The most common institutional barriers facing individuals engaged in agriculture today include a lack of access to capital and financing, land ownership, education and technical training, improved technologies and better practices, and insurance against loss, among others.
In Africa, these systemic challenges are often compounded by several other factors, including water scarcity; climate volatility; rapid urbanization and migration; evolving plant and animal diseases; transitions in the human disease burden; soil erosion; discriminatory legal, political, economic and social barriers for women and girls; and a lack of reliable energy sources.
As the Sustainable Development Goals envision, a strong agricultural sector will produce “a country that is free from hunger, malnutrition and extreme poverty, where thriving local economies generate increased income for all people; where people consume balanced and nutritious diets, and children grow up healthy, able to reach their full potential; where resilient households and communities face fewer and less severe shocks, have less vulnerability to the shocks they do face, and are helping to accelerate inclusive, sustainable economic growth.”
Farming is a business. And every farmer is a CEO, a scientist, a manager, a market analyst, a transportation logistics specialist, an engineer, a data officer, a human resource manager, a bookkeeper and accountant, a sales representative. And at the same time, they are often also the skilled laborer who repairs and operates the equipment; feeds and cares for the livestock; plants, harvests and processes the crops; and oversees the day-to-day operations of their household.
Whether they are managing operations on a hundred thousand hectares or on a half a hectare of land, the real-world experience and professional skills they are developing are incredibly valuable and critical to a country’s prosperous future.
How can young professionals play an active role in advancing the agricultural economy?
Today, more than 60 percent of the population in sub-Saharan Africa is under the age of 25, and Africa’s youth population is expected to double by 2050.
Unfortunately, job creation is unable to keep pace with the rapid rise in the African workforce, and there are almost 8 million more young people entering the labor market each year than there are available job opportunities. As a result, less than one-quarter of young people entering the job market will find paid formal-sector employment.

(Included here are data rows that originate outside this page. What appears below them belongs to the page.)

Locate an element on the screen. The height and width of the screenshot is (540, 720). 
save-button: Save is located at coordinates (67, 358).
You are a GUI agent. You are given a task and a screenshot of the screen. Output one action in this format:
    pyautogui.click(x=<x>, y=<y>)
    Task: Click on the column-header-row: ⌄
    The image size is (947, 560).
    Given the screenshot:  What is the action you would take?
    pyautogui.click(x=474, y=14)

To succeed in this challenging environment, young professionals will have to be entrepreneurial and be able to identify new business opportunities. You’ll need to understand the challenges facing your country as you seek to innovate and invent, to develop a new product, to provide a service, to develop a niche market, to adopt a new technology, to add value to the supply chain, and to create your own job.

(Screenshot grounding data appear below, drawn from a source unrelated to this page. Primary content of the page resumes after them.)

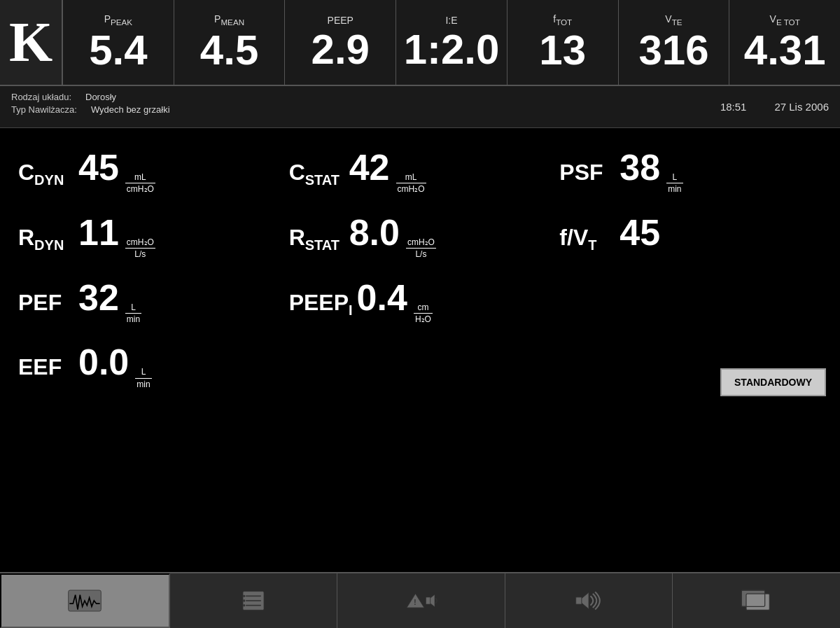 This screenshot has width=840, height=628. I want to click on header-ppeak: PPEAK 5.4, so click(119, 42).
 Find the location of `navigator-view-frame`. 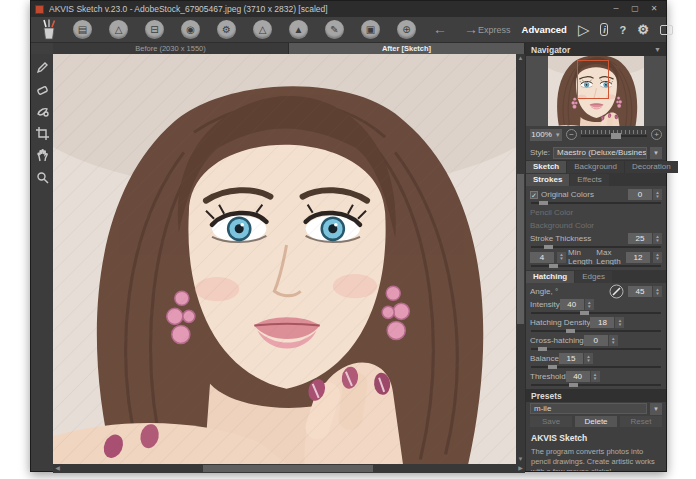

navigator-view-frame is located at coordinates (594, 80).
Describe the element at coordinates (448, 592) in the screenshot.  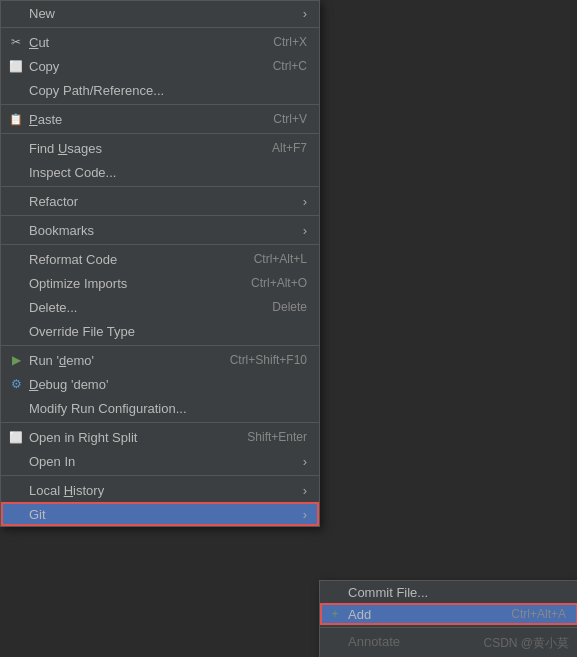
I see `git-menu-item-commit-file: Commit File...` at that location.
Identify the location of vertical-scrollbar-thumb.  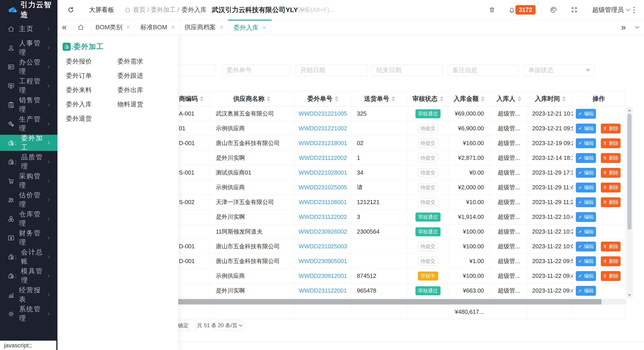
(630, 172).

With global demand for agricultural and food products on the rise as a result of population growth, urbanization, income growth, an expanding middle class and changing diets, there are incredible opportunities all across the food supply chain to find where you fit.

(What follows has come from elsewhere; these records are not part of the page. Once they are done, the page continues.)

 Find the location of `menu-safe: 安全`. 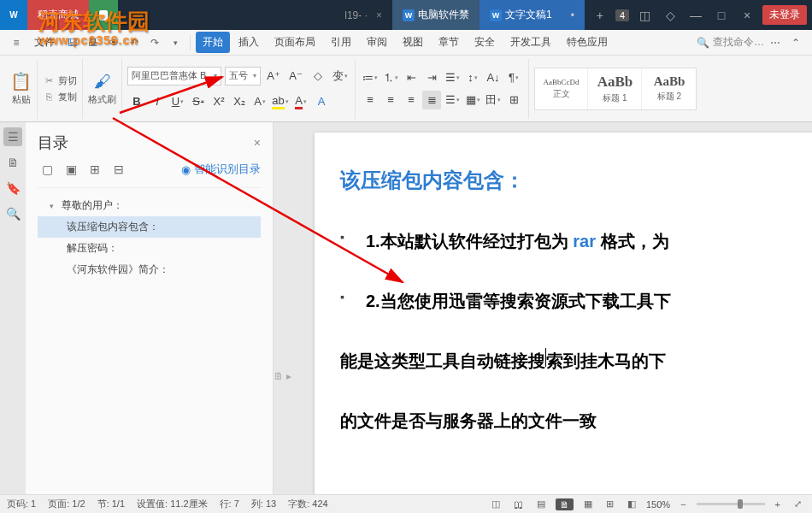

menu-safe: 安全 is located at coordinates (485, 43).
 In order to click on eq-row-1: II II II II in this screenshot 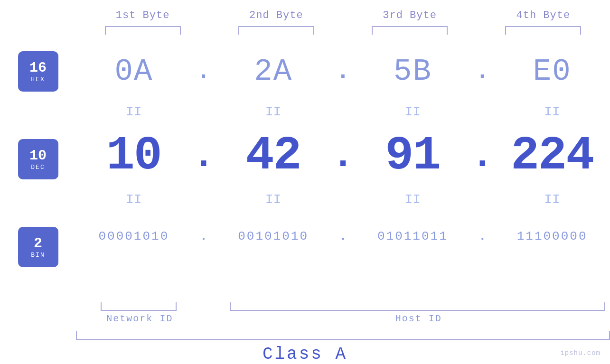, I will do `click(343, 112)`.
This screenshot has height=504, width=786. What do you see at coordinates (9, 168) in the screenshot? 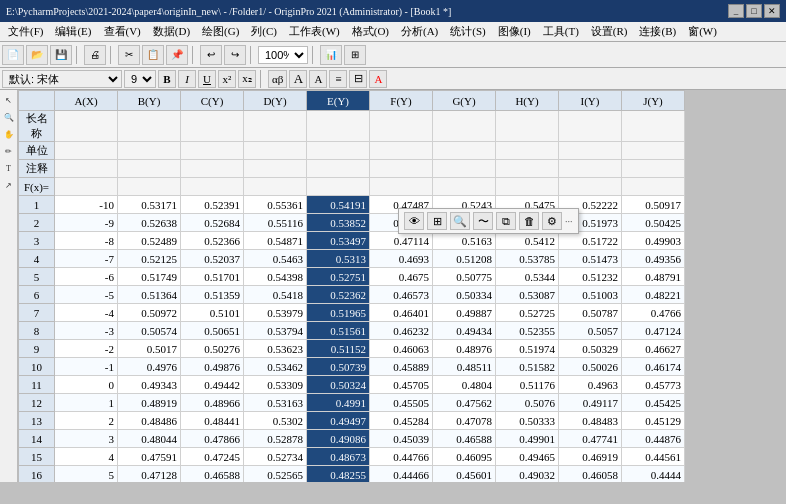
I see `text-tool: T` at bounding box center [9, 168].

As young African leaders, you have the opportunity to be the CEOs, the scientists, the farmers and the philanthropists, the innovators and inventors, the engineers and the entrepreneurs who will feed the world, protect the planet, improve human health, grow the global economy, strengthen your community, improve your household, and empower others to achieve their potential.
In advancing the agricultural economy, you have the opportunity to be one of those real-life heroes whose hands touch the soil and the lives of all humankind.